Let’s talk about polling

There’s an excellent essay in the February 2022 Harper’s that delves deeply and with exquisite humor into the history and subject of polling.

“Sample Truths,” written by Harper’s editor, Christopher Beha, discusses political and opinion polling. This is important to me because, although I don’t call myself an addict of polls, I do hook onto them frequently…actually, often, very often…during political campaigns.

Beha hits the mark in his first paragraph:

One of the few clear goods to have emerged from the social and political turmoil of the past decade is a collapse of faith in public opinion polls.

I wouldn’t call my regard for polling “faith;” not exactly. I have liked Nate Silver’s polling analyses and, okay, maybe I clung to some of his numbers with a sort of desperation. But these have been crazy times and anything I can get that seems sane, rational and derived from semi-hard numbers rather than mythology acts as a tranquilizer upon my raggedy vittles.

The fact is, though, I am not one of those people whose opinion enters those poll numbers. I’ve never been polled, never had the chance to say to a polling question, “I can’t answer that with a ‘yes’ or ‘no.'”

So, here are some things Beha points out. After the final numbers in the New Jersey gubernatorial race basically spat on pollsters…

The…race led the director of Jersey’s own Monmouth University Polling Institute–one of the nation’s most widely respected surveyors–to apologize. “The growing perception that polling is broken cannot be easily dismissed,” Patrick Murray wrote in an op-ed for the Newark Star-Ledger.

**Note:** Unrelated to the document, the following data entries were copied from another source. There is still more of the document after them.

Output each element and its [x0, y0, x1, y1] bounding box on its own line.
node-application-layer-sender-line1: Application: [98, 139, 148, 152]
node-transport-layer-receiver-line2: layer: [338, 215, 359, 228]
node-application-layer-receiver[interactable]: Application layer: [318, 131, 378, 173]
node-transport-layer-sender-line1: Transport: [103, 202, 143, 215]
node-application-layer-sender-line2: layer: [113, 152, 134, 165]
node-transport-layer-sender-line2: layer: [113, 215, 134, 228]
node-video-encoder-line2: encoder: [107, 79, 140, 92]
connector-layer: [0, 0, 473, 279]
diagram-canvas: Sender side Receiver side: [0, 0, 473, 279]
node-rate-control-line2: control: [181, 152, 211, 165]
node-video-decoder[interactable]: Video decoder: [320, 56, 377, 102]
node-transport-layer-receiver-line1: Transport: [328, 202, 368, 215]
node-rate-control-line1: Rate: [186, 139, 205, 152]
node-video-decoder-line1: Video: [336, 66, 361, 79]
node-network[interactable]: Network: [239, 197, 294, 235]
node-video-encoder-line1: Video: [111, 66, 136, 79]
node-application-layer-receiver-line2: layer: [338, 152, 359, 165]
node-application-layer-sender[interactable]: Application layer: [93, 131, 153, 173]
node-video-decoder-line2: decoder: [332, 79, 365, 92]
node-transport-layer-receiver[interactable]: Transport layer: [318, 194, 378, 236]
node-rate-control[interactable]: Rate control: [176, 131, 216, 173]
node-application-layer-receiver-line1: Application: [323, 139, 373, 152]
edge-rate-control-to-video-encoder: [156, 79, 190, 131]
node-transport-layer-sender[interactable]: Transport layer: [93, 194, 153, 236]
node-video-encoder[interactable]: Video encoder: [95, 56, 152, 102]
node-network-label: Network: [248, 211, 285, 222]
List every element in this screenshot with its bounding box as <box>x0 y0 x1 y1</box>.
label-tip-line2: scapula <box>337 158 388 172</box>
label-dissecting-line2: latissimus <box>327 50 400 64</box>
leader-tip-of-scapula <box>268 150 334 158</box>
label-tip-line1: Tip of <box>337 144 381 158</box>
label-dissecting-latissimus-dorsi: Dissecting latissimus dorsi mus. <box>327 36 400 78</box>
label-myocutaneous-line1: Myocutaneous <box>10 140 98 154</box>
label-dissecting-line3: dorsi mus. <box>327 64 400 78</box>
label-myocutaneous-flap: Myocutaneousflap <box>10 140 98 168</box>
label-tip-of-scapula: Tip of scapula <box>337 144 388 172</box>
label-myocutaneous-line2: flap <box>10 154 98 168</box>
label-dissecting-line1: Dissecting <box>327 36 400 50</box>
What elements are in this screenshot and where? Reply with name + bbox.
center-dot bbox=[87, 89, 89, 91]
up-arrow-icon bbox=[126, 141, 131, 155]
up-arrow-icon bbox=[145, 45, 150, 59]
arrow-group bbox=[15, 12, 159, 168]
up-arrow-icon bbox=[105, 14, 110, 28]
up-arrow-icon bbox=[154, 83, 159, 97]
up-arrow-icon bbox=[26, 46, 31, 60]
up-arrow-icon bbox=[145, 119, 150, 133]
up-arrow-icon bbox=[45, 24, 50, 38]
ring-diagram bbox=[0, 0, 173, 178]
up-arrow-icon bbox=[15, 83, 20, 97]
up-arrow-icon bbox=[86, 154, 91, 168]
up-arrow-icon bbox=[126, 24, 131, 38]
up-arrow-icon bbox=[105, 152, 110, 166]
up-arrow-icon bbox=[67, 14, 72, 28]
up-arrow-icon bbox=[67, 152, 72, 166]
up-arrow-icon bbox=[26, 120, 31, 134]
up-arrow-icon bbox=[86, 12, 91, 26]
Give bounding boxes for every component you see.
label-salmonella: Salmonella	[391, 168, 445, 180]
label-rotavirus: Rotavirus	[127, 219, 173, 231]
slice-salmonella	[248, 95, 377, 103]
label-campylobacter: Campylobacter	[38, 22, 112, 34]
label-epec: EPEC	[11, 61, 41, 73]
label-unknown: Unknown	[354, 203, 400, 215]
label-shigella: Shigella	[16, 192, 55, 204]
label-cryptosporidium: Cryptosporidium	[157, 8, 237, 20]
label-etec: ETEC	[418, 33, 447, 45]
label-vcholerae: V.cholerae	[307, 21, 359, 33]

Similarly searching statements were heard after the 2012, 2016 and 2020 elections, but they were generally followed by a promise to fix the problem. Murray was more dramatic: “If we cannot be certain that these polling misses are anomalies,” he wrote, “then we have a responsibility to consider whether releasing horse race numbers in close proximity to an election is making a positive or negative contribution to the political discourse.”

Murray deserves credit for considering the possibility that we “rethink the value” of political polling. Granted, he’s not suggesting that Monmouth get out of the business entirely, only that it give up the horse race to concentrate on public-interest, or “issues,” surveys, a move that the biggest names (Gallop and Pew Research Center) have already made. But it’s not at all clear that the growing skepticism about this work can be confined to the matter of elections. It’s time to consider a world without polls.

Oooh. I get this but now am considering why polls are bad for us. Do people look at polls and, based on those opinions of other people, change their own opinions? Are polls a sort of hot tub into which everyone jumps because everyone else is in it?

The ubiquity of opinion polling is one of those features of modern life that seem natural and even inevitable until we examine them closely, at which point they prove to be frankly bizarre. What would be lost if we no longer knew (or pretended to know) how many of our fellow citizens “approved” of the president on any given day? I’m not entirely sure on any given day whether I approve of the president, and it hardly seems worth my time to figure it out.

Beha lays out one putative defense of polling: …”it makes elected officials more responsive to citizens by communicating the will of the people.” He reviews the short history of that defense and slams it: “Only someone with no principles would take the public’s temperature before making a policy decision.”

But does anyone think that our government has become more responsive to its citizens? Less partisan or ideological? In practice, of course, we want politicians to follow the lead of the majority only when we ourselves are in it. A political who bucks popular opinion to do something we agree with is courageous. All of which suggests we could do without the polls themselves.

Frequently citing the 1998 book, Seeing Like A State, by Yale professor James C. Scott, Beha relates the fascinating history of polling, pollsters and its evolution:”[H]ow odd it is to record people’s opinions on complex matters by asking them to choose among prefabricated options.”

Oh, I could quote the whole brilliant thing. Instead, I suggest you pick up this edition of Harper’s and read the thought-provoking piece of deeply intelligent journalism. It’s likely to change your thinking about polling more than polling will.

Meanwhile, I am rigorously eschewing looking at polls for the November elections, since I realize devotion to polls indicates a childish inability to postpone gratification. I’m ready to be a grown-up, or at least try to be. If I’ve done it with football, I must be able to do it with elections.

This entry was posted in political campaigns, Politics, Propaganda, The Facts of Life and tagged , , , , , , , , , , , . Bookmark the permalink.